Hollywire's Film Critic Suffers Terribly Through Intolerably Sappy Musical Mamma Mia' Review...

It was a very unique and specific kind of torture for me to sit through Mamma Mia, one of the most unendurable pieces of cinematic confection that I can remember ever having experienced since I was about ten years old and my mother used to punish my brother and I by making us watch Peggy Sue Got Married. I haven't seen that movie in nearly 20 years and there's a good chance I might enjoy it today, but as a kid it became synonymous with the worst movie ever made. Mamma Mia is not the worst movie ever made. It's not even a bad movie, it's actually pretty good, for what it is. But in order to enjoy it you have to be a fan of the musical genre and by God, you had better be an ABBA fan. Myself, I can't stand ABBA and I am notorious for hating musicals. There is nothing more distracting than an emotional love scene that is suddenly disrupted as the characters break into song. YAWN. There are a lot of people that will love Mamma Mia, and it is a well-presented adaptation of the successful Broadway play. The locations are stunningly beautiful, the story is well-told and the performances, despite an over-abundance of cartoonish over-acting (mostly on the part of Amanda Seyfried as the afflicted Sophie), are wonderful in their own way. Unfortunately, I happen to agree unequivocally on the subject of musicals with the late Pauline Kael, who wondered about even The Sound of Music, one of the most enduring of musical classics (and the Best Picture of 1965) if there wasn't at least one Von Trapp child who didn't feel like bursting into song and singing his head off along with everyone else. My thoughts exactly about Mamma Mia, and any other musical in which the characters break into song at no other provocation than the gradual rise of the orchestra. It just makes no sense to me.
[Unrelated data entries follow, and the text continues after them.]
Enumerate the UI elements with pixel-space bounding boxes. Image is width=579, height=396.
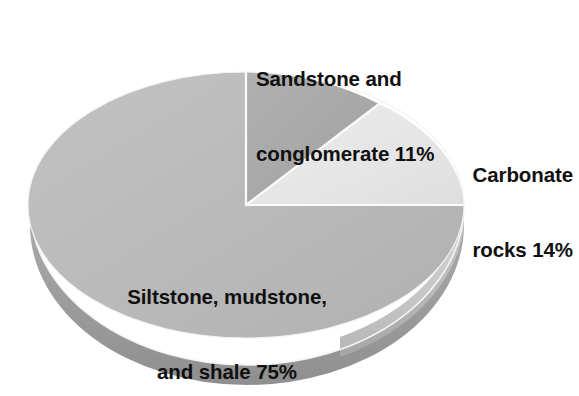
slice-label-siltstone: Siltstone, mudstone, and shale 75% [116,234,338,396]
slice-label-siltstone-line2: and shale 75% [116,359,338,384]
slice-label-carbonate-line2: rocks 14% [447,237,573,262]
slice-label-sandstone-line1: Sandstone and [256,66,434,91]
slice-label-carbonate-line1: Carbonate [447,162,573,187]
slice-label-carbonate: Carbonate rocks 14% [447,112,573,312]
pie-chart-figure: Sandstone and conglomerate 11% Carbonate… [0,0,579,396]
slice-label-sandstone: Sandstone and conglomerate 11% [256,16,434,216]
slice-label-sandstone-line2: conglomerate 11% [256,141,434,166]
slice-label-siltstone-line1: Siltstone, mudstone, [116,284,338,309]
According to Kael, musicals are about "a freshness that is so mechanically engineered and so shrewdly calculated that the background music rises, the already soft focus blurs and melts, and, upon the instant, you can hear all those noses blowing in the theater."
"Whom could this operetta offend," Kael asks? "Only those of us who, despite the fact that we may respond, loathe being manipulated in this way and are aware of how cheap and ready-made are the responses we are made to feel. We may become even more aware of the way we have been turned into emotional and aesthetic imbeciles when we hear ourselves humming the sickly, goody-goody songs."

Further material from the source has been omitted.